U.S. sanctions Nicaraguan officials for exiling critics

“The United States is taking further action to hold accountable perpetrators of the Nicaraguan regime’s repressive actions,” U.S. Secretary of State Antony Blinken said

Presos políticos en Nicaragua
Presos políticos en Nicaragua | Shutterstock / Captura de pantalla

April 20, 2023 1:30am

Updated: April 20, 2023 9:24am

The U.S. Treasury Department on Wednesday imposed sanctions on three Nicaraguan officials who had a role in revoking the citizenship of more than 300 critics of President Daniel Ortega's communist regime. 

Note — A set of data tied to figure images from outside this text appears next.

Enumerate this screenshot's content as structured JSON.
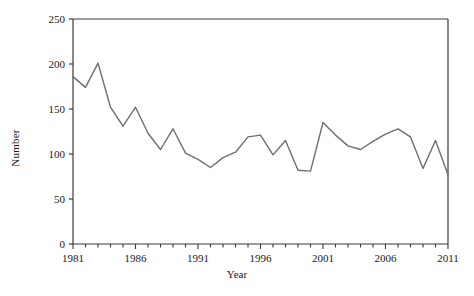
{
  "chart_data": {
    "type": "line",
    "title": "",
    "xlabel": "Year",
    "ylabel": "Number",
    "xlim": [
      1981,
      2011
    ],
    "ylim": [
      0,
      250
    ],
    "grid": false,
    "legend": null,
    "line_color": "#6e6e6e",
    "axis_color": "#3a3a3a",
    "background": "#ffffff",
    "ytick_labels": [
      "0",
      "50",
      "100",
      "150",
      "200",
      "250"
    ],
    "ytick_values": [
      0,
      50,
      100,
      150,
      200,
      250
    ],
    "xtick_labels": [
      "1981",
      "1986",
      "1991",
      "1996",
      "2001",
      "2006",
      "2011"
    ],
    "xtick_values": [
      1981,
      1986,
      1991,
      1996,
      2001,
      2006,
      2011
    ],
    "xminor_step": 1,
    "x": [
      1981,
      1982,
      1983,
      1984,
      1985,
      1986,
      1987,
      1988,
      1989,
      1990,
      1991,
      1992,
      1993,
      1994,
      1995,
      1996,
      1997,
      1998,
      1999,
      2000,
      2001,
      2002,
      2003,
      2004,
      2005,
      2006,
      2007,
      2008,
      2009,
      2010,
      2011
    ],
    "values": [
      186,
      174,
      201,
      152,
      131,
      152,
      123,
      105,
      128,
      101,
      94,
      85,
      96,
      102,
      119,
      121,
      99,
      115,
      82,
      81,
      135,
      121,
      109,
      105,
      114,
      122,
      128,
      119,
      84,
      115,
      77
    ],
    "series": [
      {
        "name": "Number",
        "values": [
          186,
          174,
          201,
          152,
          131,
          152,
          123,
          105,
          128,
          101,
          94,
          85,
          96,
          102,
          119,
          121,
          99,
          115,
          82,
          81,
          135,
          121,
          109,
          105,
          114,
          122,
          128,
          119,
          84,
          115,
          77
        ]
      }
    ]
  }
}
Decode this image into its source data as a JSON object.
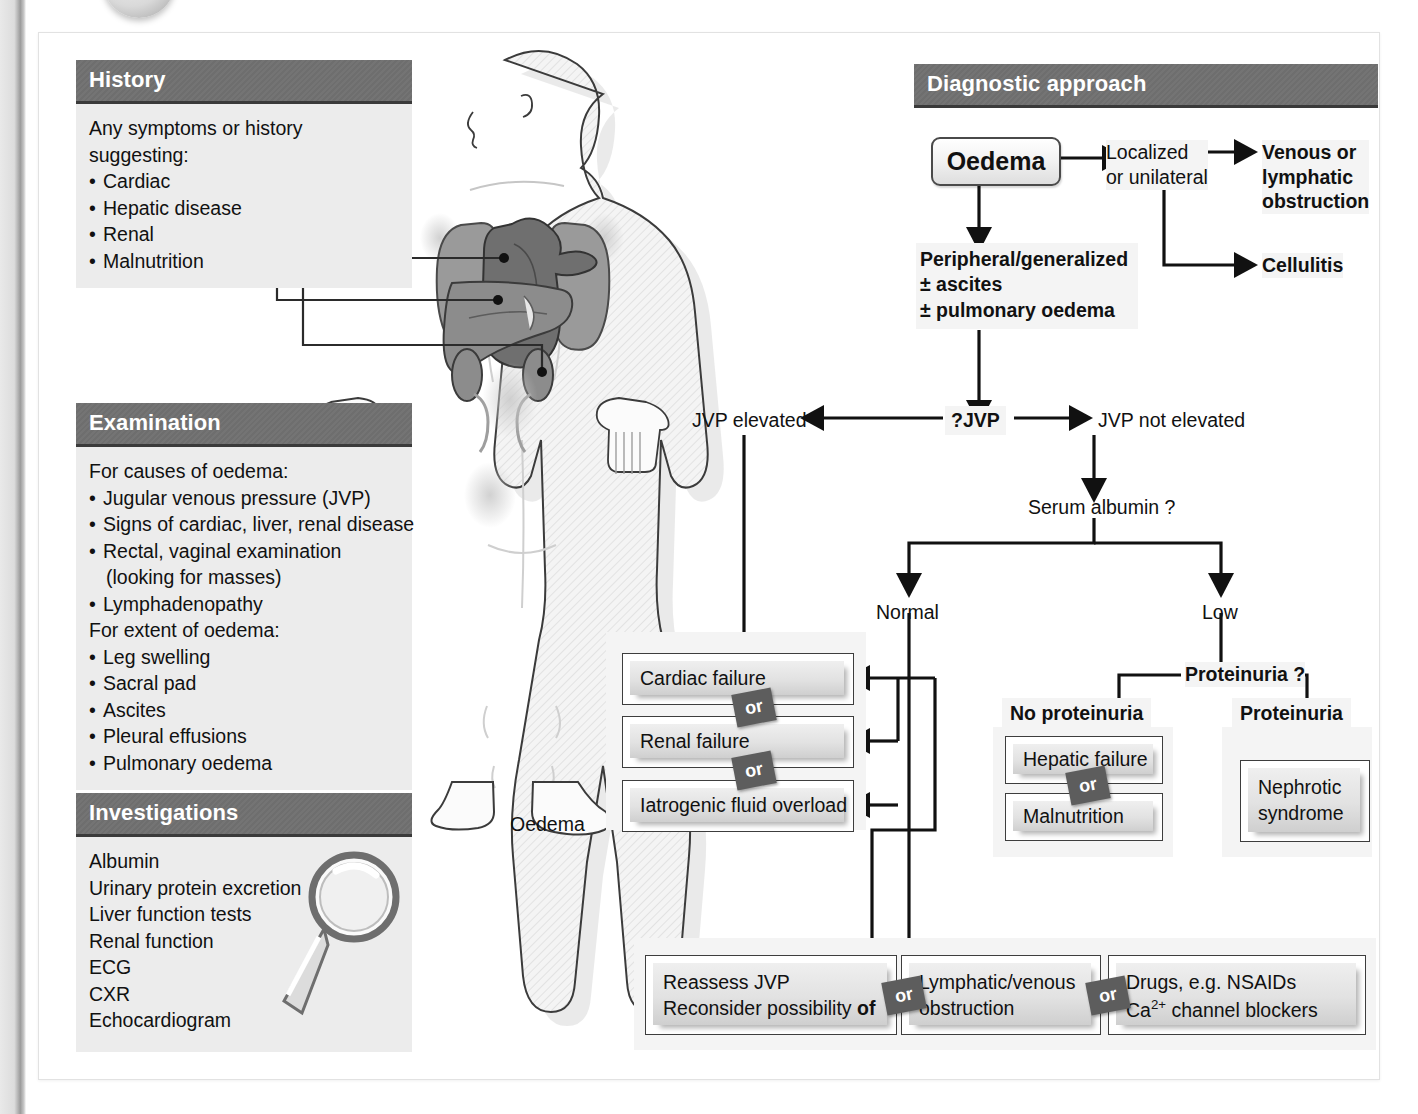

“The United States is taking further action to hold accountable perpetrators of the Nicaraguan regime’s repressive actions,” U.S. Secretary of State Antony Blinken said in a press statement.

In February, Ortega’s government released more than 200 political prisoners from its prisons and sent them to the United States after stripping them of their Nicaraguan citizenship, rendering them stateless. 

One week later, the government also revoked the citizenship of 94 other Nicaraguan exiled citizens, some of which were living in the country. 

The U.S. sanctioned three judges from Managua, Nadia Caimla Tardencilla Rodriguez of the Second District Trial Court of Managua, Ernesto Leonel Rodriguez Mejilla of the Managua Appeals Court, and Octavio Ernesto Rothschuch Adino of the First Criminal Appeal Court of Managua. Blinken said the three were “directly responsible” for the controversial decision to leave many “individuals stateless.”

“The Ortega regime continues to engage in anti-democratic actions that target the most vocal opposition figures in Nicaragua, including through its judicial system,” Brian Nelson, the Treasury's undersecretary for terrorism and financial intelligence, said in the statement on Wednesday.

Human rights groups and the United Nations have accused Ortega’s regime of using the country’s judiciary to target and repress political opponents, a measure that increased since the government cracked down on the opposition following protests in 2018. 

Human Rights organization Amnesty International released a report on Tuesday claiming that the Ortega regime has consolidated its power through the “excessive use of force, use of criminal laws to unjustly criminalize activists and dissidents, attacks on civil society and forced exile.”

“We will continue to use available diplomatic and economic tools to promote accountability for the Ortega-Murillo regime’s abuses,” Blinken added.